Skill, by its very nature, breeds decisiveness.


There is a depth in the human condition that we of the 21st century are losing. It is the joy and fellowship of craftsmanship and hard work. Craftsmanship that is born of physical skill and care. Hard work of the sort that makes you ache and sweat and sleep like the dead at the end of the day. There are those in this country who tell us that this is the work of lesser people. We hire people to do our physical work while we train Americans to do the "important" work that usually involves a desk and a computer. These people are missing a whole chunk of the meaning of life.



The men who are restoring Rogue know that. Work, hard work, has always been a part of their lives, and craftsmanship is something so important that they will sacrifice their weekends and evenings for the experience of the rapidly dying skill of restoring a wooden boat.

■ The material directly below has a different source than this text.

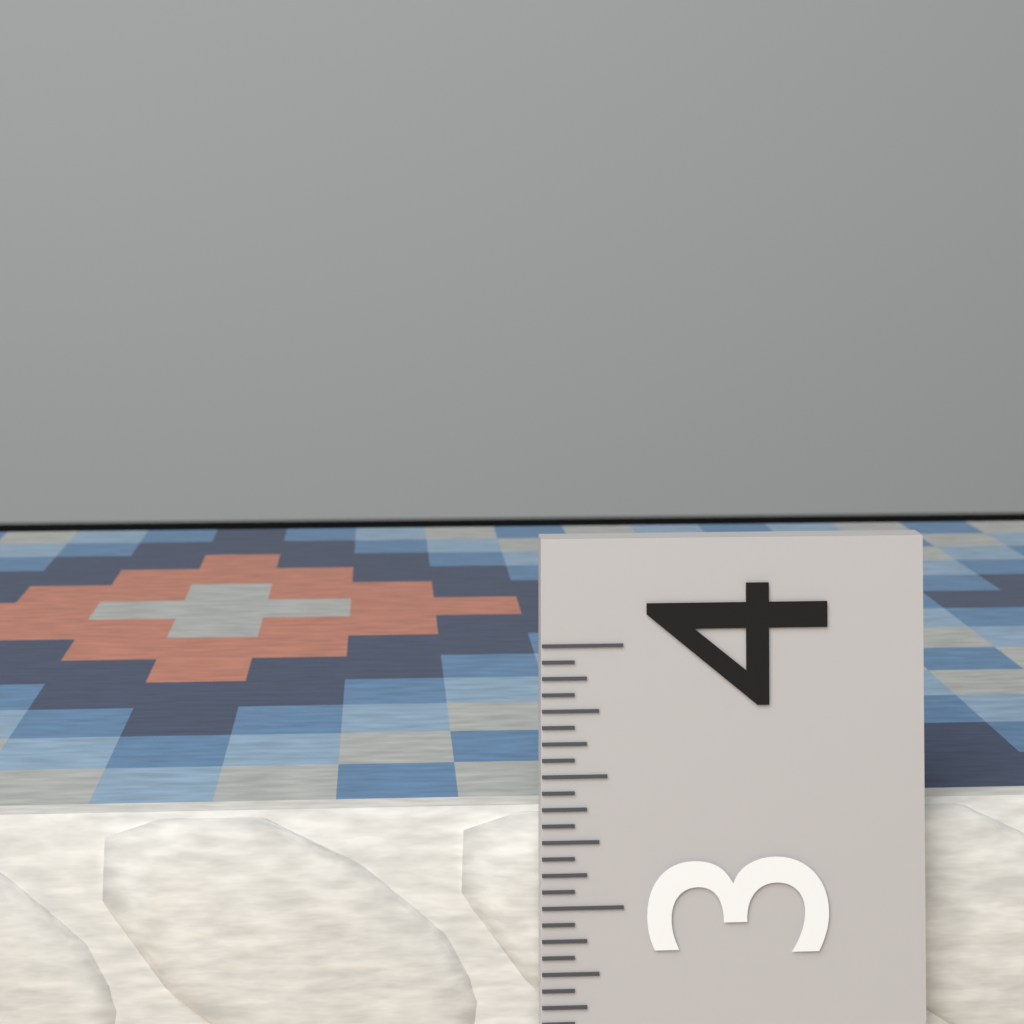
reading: 3.3125 (no unit)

They were framing her today. This evening, after work, now that the days are longer. There was a palpable excitement in getting so much work done. A ribald humor that follows in the company of men. Such joy was there. Stories of the oak frames, soaking for weeks in the ocean and excaping in a spring storm. The boys chased them all down through the storm and the wind and the rain with the floats dancing hard under them. The sense of man against nature at her wildest that we so rarely experience anymore. The air rang with satisifaction as each frame squeezed into place. There was a sort of intoxication in the air that mere alcohol couldn't touch. A profound, deep joy of hard work and good company.

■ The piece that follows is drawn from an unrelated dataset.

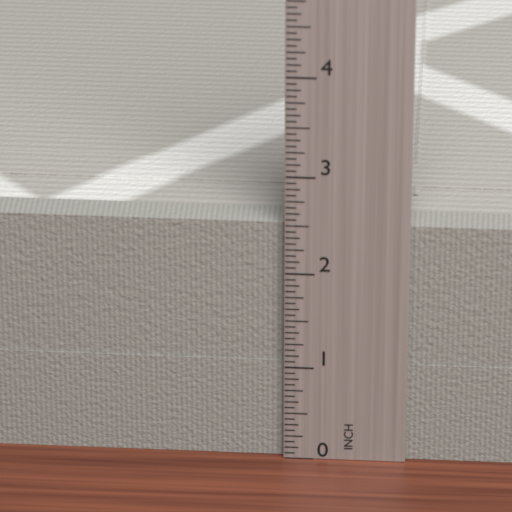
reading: 2.5000 in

This is America, the America that the journalists never write about because to those who live it daily it is mundane. Yet these are the men who built America and keep America running while politicans talk and bankers bank and investors invest and CEOs do whatever it is that CEOs do. These men are the heart of our country. This is the physical world that so many of us have forgotten. It brings an intense

satisifaction born of the smell of the steaming wood and the smell of your own body as it bends to physical work in the fellowship of your friends who know and understand physical work. It's the patterns of the wood under your fingers and the ache in your back from the cement floor. This work carries with it a sense of rightness that can be found nowhere else, life as it's meant to be lived, with a depth of spirit that can be reached in no other way. These men know that the boat they are restoring will be used for youth in their community. But I believe that their happiness comes from the work itself.


I left that old shed feeling that I had touched something profound and almost holy. This is what we were all meant to find in our work. I saw joy in the men who are restoring our boat. I share their joy, but I can't touch it as they do. It runs far too deep. It can only be earned by hours and hours of hard work for the simple pleasure of working hard.